Fox Clings To ‘Traditional Marriage’ While The Rest Of Us Live In The Real World

Sometimes poetic nostalgia for an idyllic “traditional family” past just masks a stubborn refusal to accept reality, says Role/Reboot’s Editor-in-Chief Nicole Rodgers.

Conservative men love to summon righteous indignation anytime it’s brought to their attention that the real world does not resemble an episode of Leave It To Beaver. So strong reactions to Wednesday’s Pew report that a record 40% of all homes with children now include mothers who are either the sole or primary source of income for the family should come as no surprise. The now infamous all-male Fox News panel reacted with a charming combination of biological essentialism (said Erik Erickson: “When you look at the natural world, the roles of a male and a female in society and in other animals, the male typically is the dominant role…we have lost the ability to have complimentary relationships in nuclear families”), and apocalyptic tantrum throwing (“We are watching society dissolve around us!” warned Lou Dobbs). A collective virtual sigh rippled across the Internet.

The panelists’ hysterics made it easy to miss their central point though: that female breadwinners undermine the social order by leaving fewer women dependent on men. It’s this beautiful symbiotic marriage of male breadwinning and female economic dependency that, according to their diagnosis, keeps society from dissolving.

Of course, if you buy this argument, and you want to assign blame, there’s plenty to go around. After all, there’s really no cultural institution that has undergone more dramatic change in recent times than the institution of marriage and family life. And with good cause: Educational attainment has been shifting dramatically in women’s favor for over a decade and in the biggest cities in the U.S., unmarried, childless women under 30 are earning higher salaries than their male peer group.  

Meanwhile marriage is no longer a precondition for children—in fact, among Millennials, more births happen outside of marriage than in it. Only 51% of adults were married in 2011 and nearly 4 in 10 say that marriage is becoming obsolete. Even within marriages, things have changed profoundly as it relates to the breakdown of roles that have traditionally been aligned along gender lines.  

It’s a brave new world, and not all positive. The Pew study does, in fact, expose a problem. It’s just not the one some think it is. It’s certainly not that some wives are making more money than their husbands (that’s actually what progress toward gender equality looks like). And although it’s genuinely troubling that the growing numbers of single mothers in our country are so likely to live in poverty, single moms are not the problem either. The problem is that a large portion of our society is still clinging to the existence (or hope for resurgence) of the mythic “traditional family,” marked by heterosexual parents in a lifelong marriage, with a primary breadwinner husband and primary caregiver wife, despite all evidence that this model is on life support.

Of course there are serious challenges resulting from many of these newer trends, the most significant being the high poverty rates of never-married single mothers. But this should not, and cannot, simply be an indictment of all unmarried mothers—women already stigmatized and treated like social pariah, despite being a quarter of our families. We have to hold ourselves responsible for having an out-of-date policy landscape that barely supports or addresses their fundamental needs. Because it doesn’t really matter whether you think the changing face of the American family portends the end of times or is simply the next phase in our social evolution. It’s downright immoral to respond to the lives led by 40% of women in this country with disdain and judgment when what’s needed is support.

And, if like the Fox panel, your only advice to fix what apparently ails us is to regress to a more gender-divided, natural order of things (patriarchy! male dominance!), you are not promoting family values anyway; you are selling snake oil. We are not going back.

I ask this sincerely: What would Lou Dobbs and his friends like to do about the 40% of women in the Pew study that concern them so gravely? How exactly would he like to address this situation? (Does he plan to moonlight as the world’s most prolific matchmaker for single mothers? Will he give raises to underachieving husbands and pay cuts to their uppity wives?) I understand that the transformation from the “traditional family” unit to something that looks different may be genuinely upsetting to some folks, but pathologizing huge swaths of the country that are fast becoming the norm, not the anomaly, is also willful ignorance. Sometimes poetic nostalgia for an idyllic (though largely imagined) “traditional family” past just masks a stubborn refusal to accept reality.

Change can be scary. But it’s our generation’s call to bring genuine respect and a sense of integrity to help make families of all types strong. This requires weaving a new social fabric that represents and recognizes who we really are and what we really need.  

What stands in the way now is old beliefs and moral outrage that judge lives today as morally bankrupt and inferior to a mythical past. These beliefs are widespread, often unconscious and rarely expressed quite as candidly as on Fox this week. But our future still can be a society where men and women (and men and men, and women and women) are true partners; where people commit to each other out of love, not necessity; where families of all permutations are seen as valuable; and where supporting and nurturing children is the focus of our policies. But we need to start with an acceptance of where we are before we can move to where we want to be.

Nicole Rodgers is the Co-Founder and Editor-in-Chief of Role/Reboot.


When the word "Borrar" appears in a line of the data below, list that line.
[[ Source data open ]]
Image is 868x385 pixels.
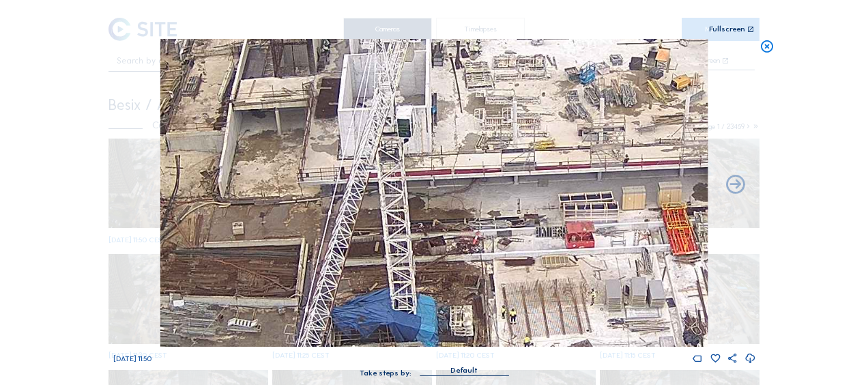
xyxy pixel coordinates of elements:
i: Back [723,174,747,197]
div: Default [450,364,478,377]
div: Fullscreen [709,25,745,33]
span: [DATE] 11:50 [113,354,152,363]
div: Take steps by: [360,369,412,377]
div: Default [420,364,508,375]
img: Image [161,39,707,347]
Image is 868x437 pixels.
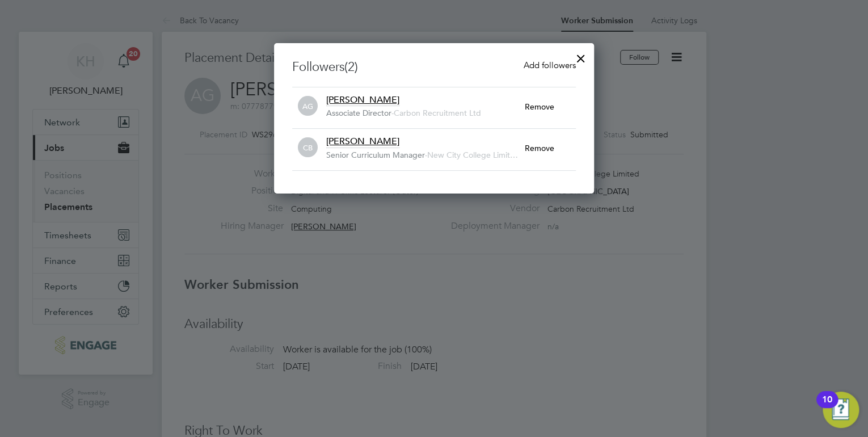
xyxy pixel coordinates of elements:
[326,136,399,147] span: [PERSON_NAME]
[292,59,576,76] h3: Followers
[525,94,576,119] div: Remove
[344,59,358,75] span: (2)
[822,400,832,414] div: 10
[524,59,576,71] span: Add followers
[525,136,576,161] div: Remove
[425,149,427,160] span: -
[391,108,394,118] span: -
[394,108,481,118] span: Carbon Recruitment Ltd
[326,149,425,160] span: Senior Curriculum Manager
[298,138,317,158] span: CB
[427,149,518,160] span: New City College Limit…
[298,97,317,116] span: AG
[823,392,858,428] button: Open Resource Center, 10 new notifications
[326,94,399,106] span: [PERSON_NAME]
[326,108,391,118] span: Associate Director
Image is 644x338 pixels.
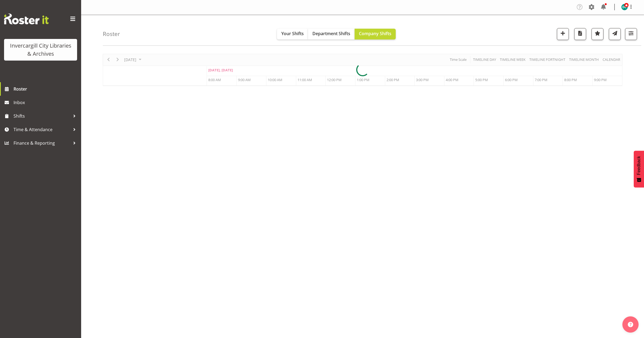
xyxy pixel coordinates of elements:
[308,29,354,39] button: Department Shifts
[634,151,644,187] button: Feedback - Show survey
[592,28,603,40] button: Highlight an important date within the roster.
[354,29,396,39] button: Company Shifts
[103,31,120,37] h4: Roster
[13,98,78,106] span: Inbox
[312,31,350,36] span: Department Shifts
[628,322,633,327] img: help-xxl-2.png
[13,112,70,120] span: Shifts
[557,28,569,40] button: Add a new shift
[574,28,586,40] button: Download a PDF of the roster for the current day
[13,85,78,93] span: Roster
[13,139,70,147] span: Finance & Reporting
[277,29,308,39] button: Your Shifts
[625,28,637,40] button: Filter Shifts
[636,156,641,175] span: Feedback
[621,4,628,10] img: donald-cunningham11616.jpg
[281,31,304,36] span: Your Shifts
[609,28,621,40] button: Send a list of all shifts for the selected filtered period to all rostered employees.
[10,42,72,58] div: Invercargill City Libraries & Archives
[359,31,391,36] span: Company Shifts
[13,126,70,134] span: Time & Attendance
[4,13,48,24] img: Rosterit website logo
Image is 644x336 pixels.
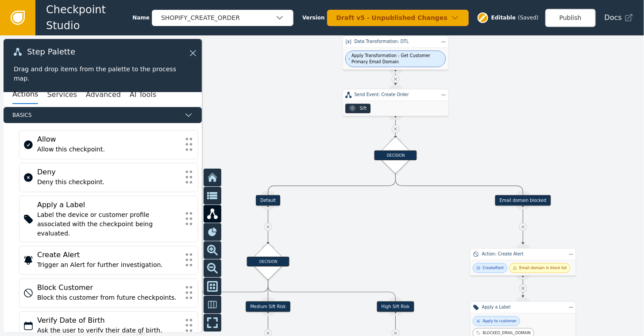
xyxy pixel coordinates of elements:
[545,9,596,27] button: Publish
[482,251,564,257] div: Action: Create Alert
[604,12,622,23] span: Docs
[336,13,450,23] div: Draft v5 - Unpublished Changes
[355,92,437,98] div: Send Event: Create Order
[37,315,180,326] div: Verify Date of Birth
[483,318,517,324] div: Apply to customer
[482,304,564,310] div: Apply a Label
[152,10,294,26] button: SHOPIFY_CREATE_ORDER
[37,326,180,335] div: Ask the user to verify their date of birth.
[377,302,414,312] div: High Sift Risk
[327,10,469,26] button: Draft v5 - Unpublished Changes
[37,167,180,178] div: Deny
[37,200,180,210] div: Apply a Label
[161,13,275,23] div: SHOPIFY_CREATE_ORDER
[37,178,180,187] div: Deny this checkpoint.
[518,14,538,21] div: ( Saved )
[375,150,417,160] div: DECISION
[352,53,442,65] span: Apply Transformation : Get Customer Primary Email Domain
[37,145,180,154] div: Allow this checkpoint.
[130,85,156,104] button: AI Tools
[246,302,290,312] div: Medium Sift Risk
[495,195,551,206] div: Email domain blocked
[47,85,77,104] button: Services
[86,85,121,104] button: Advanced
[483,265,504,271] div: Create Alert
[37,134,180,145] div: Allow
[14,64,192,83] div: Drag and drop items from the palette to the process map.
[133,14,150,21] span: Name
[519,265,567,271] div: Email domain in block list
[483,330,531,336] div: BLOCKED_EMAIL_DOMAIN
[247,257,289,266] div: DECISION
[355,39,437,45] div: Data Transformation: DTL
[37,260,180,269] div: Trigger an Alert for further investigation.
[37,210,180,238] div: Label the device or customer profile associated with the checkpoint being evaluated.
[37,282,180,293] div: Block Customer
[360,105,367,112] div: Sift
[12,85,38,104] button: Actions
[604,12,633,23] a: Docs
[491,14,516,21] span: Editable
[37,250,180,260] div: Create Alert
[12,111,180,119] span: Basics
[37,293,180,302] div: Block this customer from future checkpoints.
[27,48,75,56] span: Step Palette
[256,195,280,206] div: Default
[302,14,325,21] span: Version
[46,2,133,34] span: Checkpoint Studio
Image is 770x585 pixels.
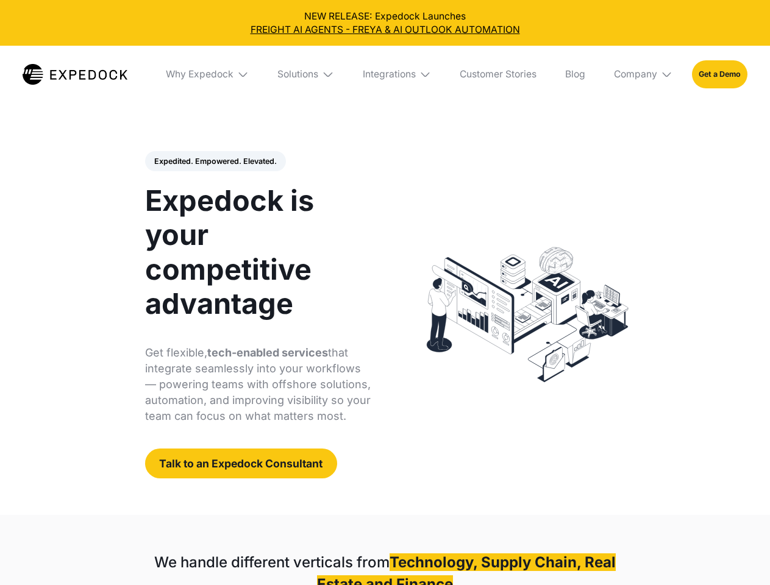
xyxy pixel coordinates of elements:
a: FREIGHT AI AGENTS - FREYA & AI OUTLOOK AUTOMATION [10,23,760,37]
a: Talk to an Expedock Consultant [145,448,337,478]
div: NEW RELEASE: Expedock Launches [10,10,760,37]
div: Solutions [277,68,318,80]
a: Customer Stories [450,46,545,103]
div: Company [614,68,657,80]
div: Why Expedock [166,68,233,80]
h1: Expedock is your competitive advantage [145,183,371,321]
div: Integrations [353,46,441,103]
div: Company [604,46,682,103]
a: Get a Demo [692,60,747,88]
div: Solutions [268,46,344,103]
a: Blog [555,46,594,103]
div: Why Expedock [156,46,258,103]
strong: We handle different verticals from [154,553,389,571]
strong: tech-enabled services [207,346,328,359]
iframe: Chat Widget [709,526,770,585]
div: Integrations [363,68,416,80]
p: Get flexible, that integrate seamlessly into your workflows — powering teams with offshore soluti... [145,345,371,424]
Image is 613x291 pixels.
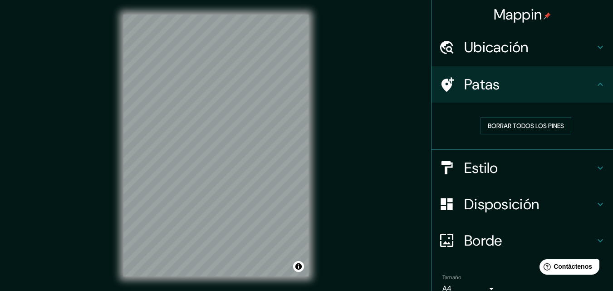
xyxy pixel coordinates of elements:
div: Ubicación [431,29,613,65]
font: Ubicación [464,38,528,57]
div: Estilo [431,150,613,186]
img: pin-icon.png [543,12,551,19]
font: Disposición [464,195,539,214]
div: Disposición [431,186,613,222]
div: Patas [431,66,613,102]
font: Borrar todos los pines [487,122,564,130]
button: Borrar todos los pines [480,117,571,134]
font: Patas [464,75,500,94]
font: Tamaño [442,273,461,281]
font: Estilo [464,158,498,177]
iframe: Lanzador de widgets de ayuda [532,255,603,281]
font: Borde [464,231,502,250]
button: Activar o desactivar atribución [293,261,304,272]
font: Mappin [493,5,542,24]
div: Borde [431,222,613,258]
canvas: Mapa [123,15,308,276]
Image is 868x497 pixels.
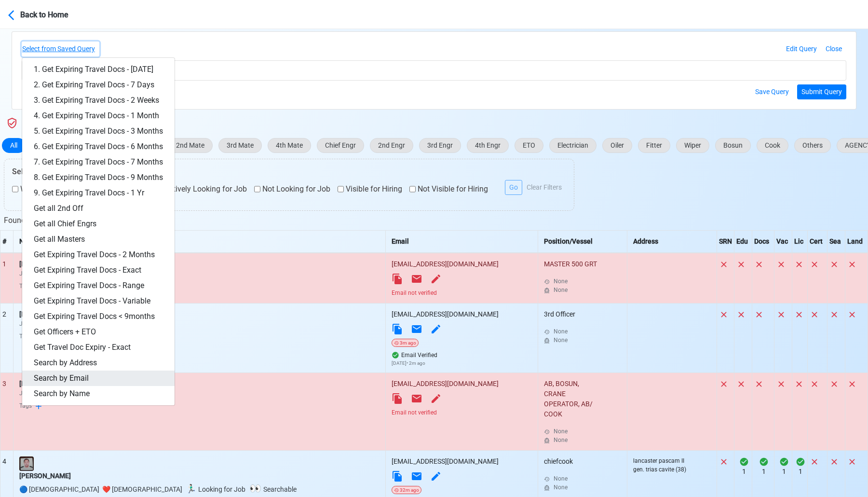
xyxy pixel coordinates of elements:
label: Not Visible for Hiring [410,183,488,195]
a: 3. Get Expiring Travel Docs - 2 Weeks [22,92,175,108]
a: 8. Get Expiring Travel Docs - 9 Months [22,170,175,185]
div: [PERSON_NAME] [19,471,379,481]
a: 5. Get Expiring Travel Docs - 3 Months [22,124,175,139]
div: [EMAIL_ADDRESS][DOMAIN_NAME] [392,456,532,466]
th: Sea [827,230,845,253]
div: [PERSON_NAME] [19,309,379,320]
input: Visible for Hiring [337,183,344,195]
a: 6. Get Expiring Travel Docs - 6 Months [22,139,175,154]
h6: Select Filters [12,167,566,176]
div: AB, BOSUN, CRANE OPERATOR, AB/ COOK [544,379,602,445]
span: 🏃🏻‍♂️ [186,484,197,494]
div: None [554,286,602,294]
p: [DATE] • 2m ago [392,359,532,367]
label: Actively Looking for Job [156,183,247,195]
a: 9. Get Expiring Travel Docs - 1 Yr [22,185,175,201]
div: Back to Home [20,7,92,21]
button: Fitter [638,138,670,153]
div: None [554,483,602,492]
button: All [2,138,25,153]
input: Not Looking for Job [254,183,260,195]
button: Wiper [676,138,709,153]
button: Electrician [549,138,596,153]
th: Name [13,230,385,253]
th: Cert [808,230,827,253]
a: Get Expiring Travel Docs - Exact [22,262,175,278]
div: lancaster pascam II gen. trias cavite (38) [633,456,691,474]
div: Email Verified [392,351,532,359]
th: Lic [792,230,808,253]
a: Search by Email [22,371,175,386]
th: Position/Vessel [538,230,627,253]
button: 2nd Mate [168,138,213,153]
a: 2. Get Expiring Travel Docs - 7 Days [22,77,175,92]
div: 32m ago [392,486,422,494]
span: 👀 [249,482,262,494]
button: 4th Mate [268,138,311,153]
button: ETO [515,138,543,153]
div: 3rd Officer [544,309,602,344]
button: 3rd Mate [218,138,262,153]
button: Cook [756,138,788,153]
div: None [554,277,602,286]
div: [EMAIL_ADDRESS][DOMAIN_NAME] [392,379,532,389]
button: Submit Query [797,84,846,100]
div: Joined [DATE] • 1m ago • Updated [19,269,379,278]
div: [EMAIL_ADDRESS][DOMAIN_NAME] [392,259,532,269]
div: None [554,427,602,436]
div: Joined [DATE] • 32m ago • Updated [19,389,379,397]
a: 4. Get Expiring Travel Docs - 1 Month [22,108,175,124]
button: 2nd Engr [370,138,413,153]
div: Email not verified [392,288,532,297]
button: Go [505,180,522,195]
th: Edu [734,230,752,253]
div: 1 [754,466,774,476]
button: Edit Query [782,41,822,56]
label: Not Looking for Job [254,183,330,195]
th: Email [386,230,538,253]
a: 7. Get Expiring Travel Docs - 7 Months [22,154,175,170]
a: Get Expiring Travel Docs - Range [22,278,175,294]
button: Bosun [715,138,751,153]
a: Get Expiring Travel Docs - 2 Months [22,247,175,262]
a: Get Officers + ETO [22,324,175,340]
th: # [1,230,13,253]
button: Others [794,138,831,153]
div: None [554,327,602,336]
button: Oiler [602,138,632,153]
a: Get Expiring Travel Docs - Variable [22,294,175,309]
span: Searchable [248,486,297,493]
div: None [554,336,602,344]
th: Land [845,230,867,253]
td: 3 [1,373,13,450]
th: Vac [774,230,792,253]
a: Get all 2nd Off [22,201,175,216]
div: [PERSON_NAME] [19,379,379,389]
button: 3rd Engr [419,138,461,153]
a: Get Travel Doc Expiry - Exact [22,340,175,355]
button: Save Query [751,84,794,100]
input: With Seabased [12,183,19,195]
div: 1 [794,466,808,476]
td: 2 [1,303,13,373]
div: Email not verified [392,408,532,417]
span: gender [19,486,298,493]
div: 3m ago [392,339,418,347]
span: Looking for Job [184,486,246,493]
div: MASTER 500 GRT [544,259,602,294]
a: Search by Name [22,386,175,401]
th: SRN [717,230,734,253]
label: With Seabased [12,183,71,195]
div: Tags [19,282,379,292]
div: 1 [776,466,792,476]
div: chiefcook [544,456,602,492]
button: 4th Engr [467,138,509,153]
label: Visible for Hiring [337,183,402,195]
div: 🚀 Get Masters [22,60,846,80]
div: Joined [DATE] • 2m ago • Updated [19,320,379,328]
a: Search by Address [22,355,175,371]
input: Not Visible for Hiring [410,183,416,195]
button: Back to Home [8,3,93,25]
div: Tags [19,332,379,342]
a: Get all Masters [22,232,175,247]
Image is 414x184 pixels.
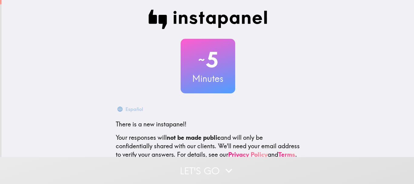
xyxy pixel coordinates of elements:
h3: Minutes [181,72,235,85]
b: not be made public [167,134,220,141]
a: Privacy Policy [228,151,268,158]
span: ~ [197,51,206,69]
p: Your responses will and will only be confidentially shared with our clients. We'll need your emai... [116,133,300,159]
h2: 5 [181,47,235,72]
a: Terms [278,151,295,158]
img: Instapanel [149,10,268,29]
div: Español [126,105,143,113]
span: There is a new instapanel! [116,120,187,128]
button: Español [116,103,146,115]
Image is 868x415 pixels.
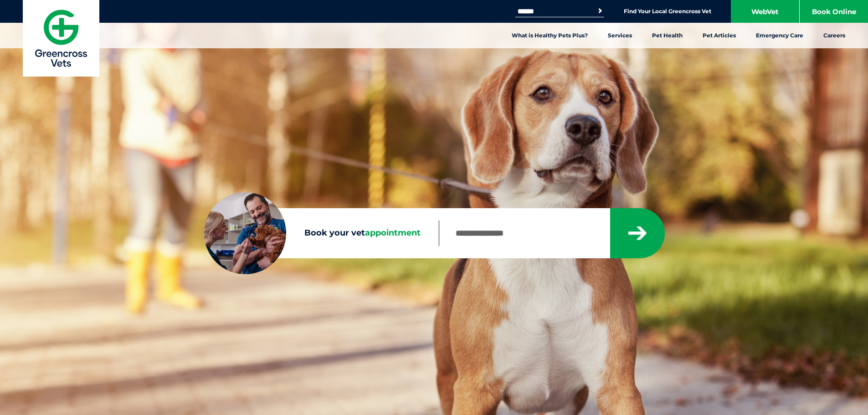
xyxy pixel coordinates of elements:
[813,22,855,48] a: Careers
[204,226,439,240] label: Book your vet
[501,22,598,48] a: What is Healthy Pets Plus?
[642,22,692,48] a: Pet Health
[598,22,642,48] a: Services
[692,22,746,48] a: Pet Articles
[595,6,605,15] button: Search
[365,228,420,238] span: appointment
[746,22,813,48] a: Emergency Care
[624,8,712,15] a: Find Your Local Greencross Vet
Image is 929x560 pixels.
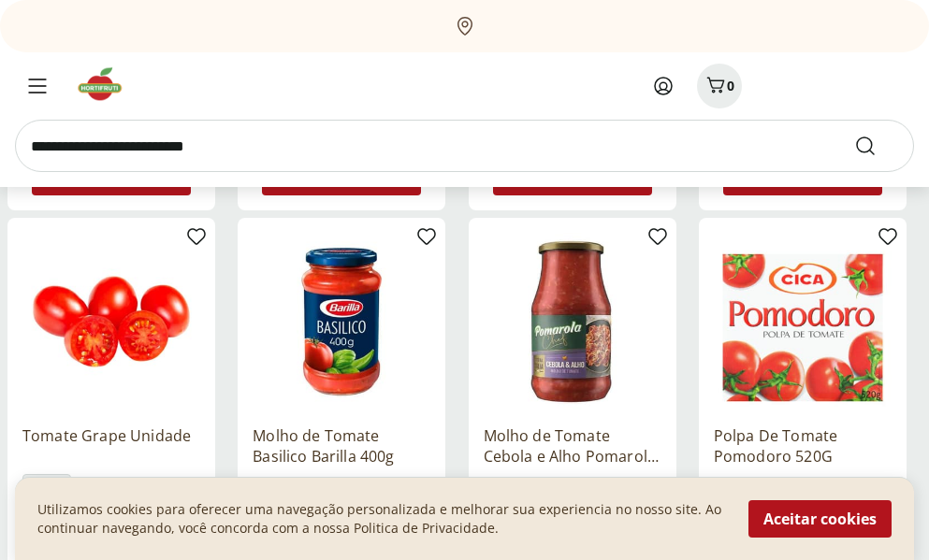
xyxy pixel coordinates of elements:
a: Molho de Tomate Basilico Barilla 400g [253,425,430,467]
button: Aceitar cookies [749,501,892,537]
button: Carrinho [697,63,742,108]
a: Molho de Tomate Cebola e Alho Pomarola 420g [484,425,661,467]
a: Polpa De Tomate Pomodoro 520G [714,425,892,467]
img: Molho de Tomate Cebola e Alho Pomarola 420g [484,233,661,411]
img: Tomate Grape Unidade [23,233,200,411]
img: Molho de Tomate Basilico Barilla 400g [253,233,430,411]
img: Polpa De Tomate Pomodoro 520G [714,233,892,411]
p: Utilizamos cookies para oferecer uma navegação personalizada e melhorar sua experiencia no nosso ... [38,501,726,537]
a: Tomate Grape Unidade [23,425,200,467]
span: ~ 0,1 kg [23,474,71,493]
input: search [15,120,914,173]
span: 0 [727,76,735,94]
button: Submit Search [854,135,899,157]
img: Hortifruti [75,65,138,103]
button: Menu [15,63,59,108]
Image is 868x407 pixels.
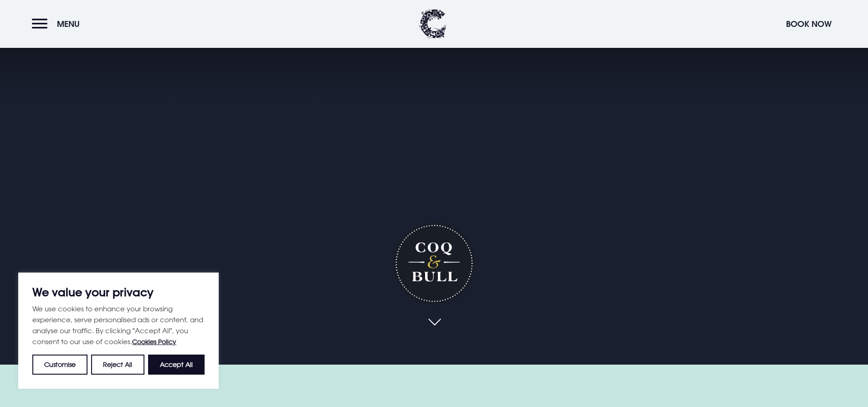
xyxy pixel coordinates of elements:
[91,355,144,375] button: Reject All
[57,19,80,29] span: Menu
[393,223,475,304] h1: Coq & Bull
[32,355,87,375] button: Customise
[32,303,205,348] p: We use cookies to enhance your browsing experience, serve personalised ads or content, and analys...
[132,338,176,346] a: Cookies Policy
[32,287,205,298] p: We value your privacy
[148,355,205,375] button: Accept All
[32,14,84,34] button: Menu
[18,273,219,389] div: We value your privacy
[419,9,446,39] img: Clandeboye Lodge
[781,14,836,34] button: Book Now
[[ Source data closed ]]
#### Task response:
font: Borrar todos los pines [487,122,564,130]
button: Borrar todos los pines [480,117,571,134]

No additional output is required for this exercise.